Professor Don Ohadike of Cornell University died yesterday. He once served as the Director of the prestigious African Studies and Research Center.

Dr. Ohadike made significant contributions to the study of resistance and the Igbo of Nigeria. He that acquired a tremendous reputation in the field of African history, one of the very best in the field of resistance to colonial rule in south-eastern Nigeria and the social history of the Igbo of West Africa. He contributed to the development of the discipline in many other ways. He related with his own peers and juniors with ease, offered leadership, shaped the direction of the discipline, encouraged aspiring students, generated trust and respect, and promoted a healthy debate among a large number of intellectuals. He was a gifted leader with capability and experience. He believed in an interdisciplinary focus, and he contributed substantially to the historical linkages between Africans and African-Americans. He combined a passionate commitment to scholarship with an understanding of the academic community, culture and society.
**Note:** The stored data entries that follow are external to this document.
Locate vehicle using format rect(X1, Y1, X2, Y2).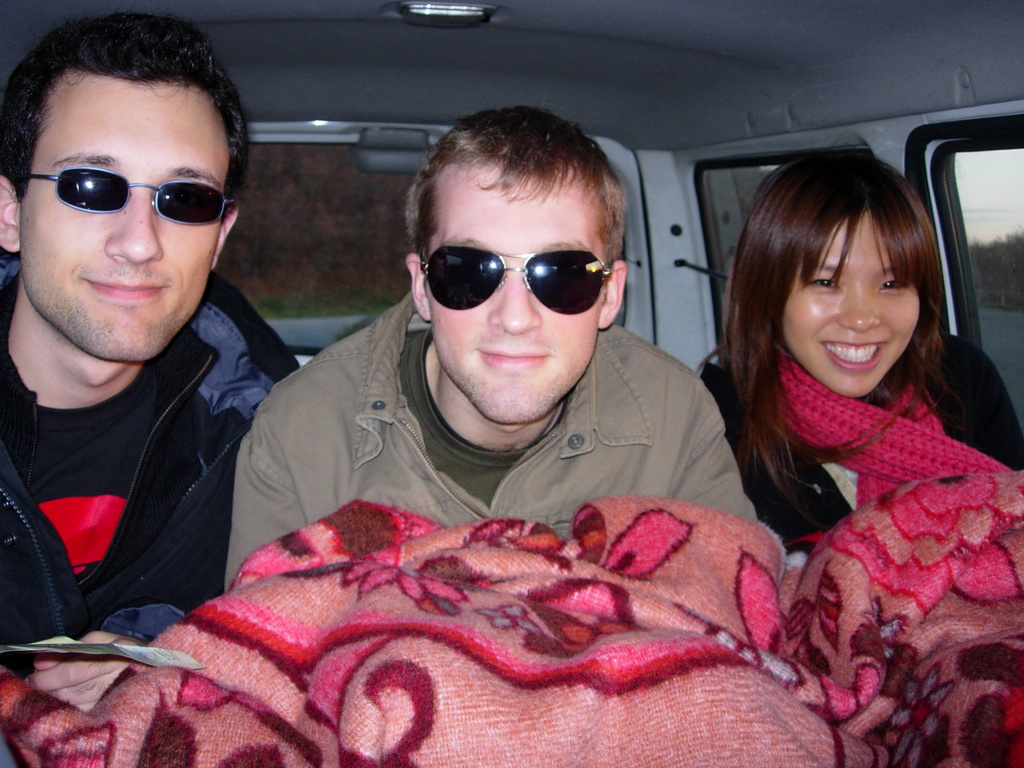
rect(0, 0, 1023, 767).
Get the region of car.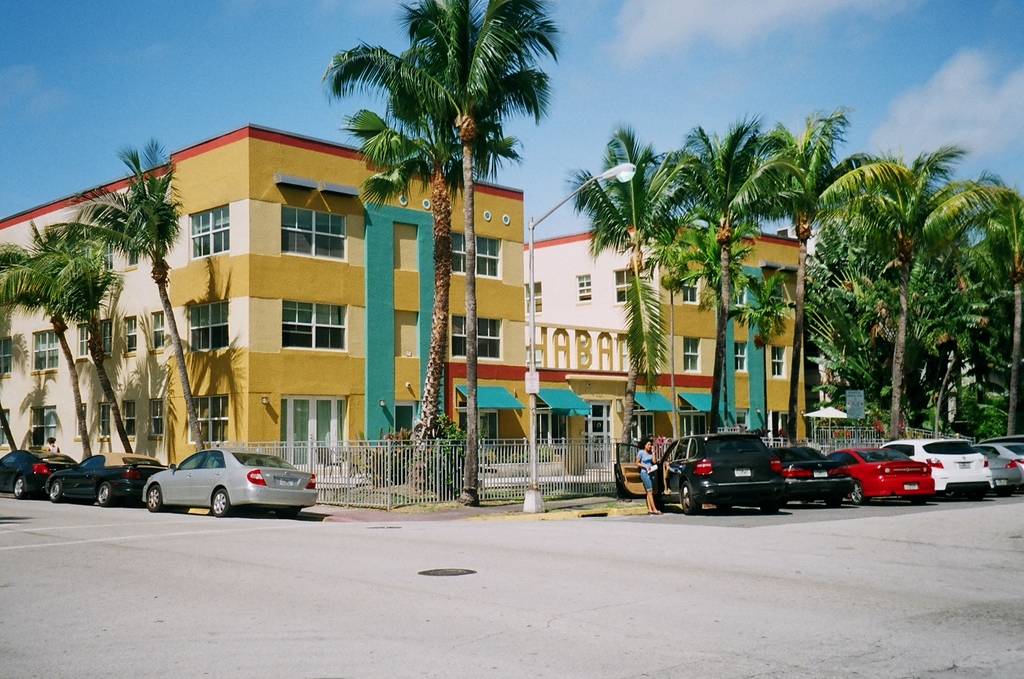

He published with Ohio University Press, one of the preeminent publishers in African studies, two books on the Igbo. The first one, The Ekumeku Movement, an analysis of resistance to colonial rule in south-eastern Nigeria, broadens the discourse on resistance in general through fresh data, original interpretation, and a conclusion that previous scholars have made an error by assuming that resistance was limited to large African groups. We see in The Ekumeku Movement the analysis of guerilla warfare and the anti-colonial activities of the Western Igbo between the last quarter of the nineteenth century and the outbreak of the First World War. The originality displayed in this remarkable book has been the hallmark of his scholarship.
His other book on Anioma: A Social History of the Western Igbo People is dense and original--the very first to explore how a dynamic Igbo group was able to navigate change at a most dramatic period in their history. We see ideology and identity combined to reveal the rich history of a group that has been ignored in the literature. This is an important book on a neglected Nigerian ethnic group. He is careful to place such a history in the broad context of state formation, imperialism and European contacts with Africa. Future historians of the Anioma will find it convenient to take any of his chapters and expand on them, while work of synthesis on Nigeria will find it valuable to integrate this marginalized group to the larger picture.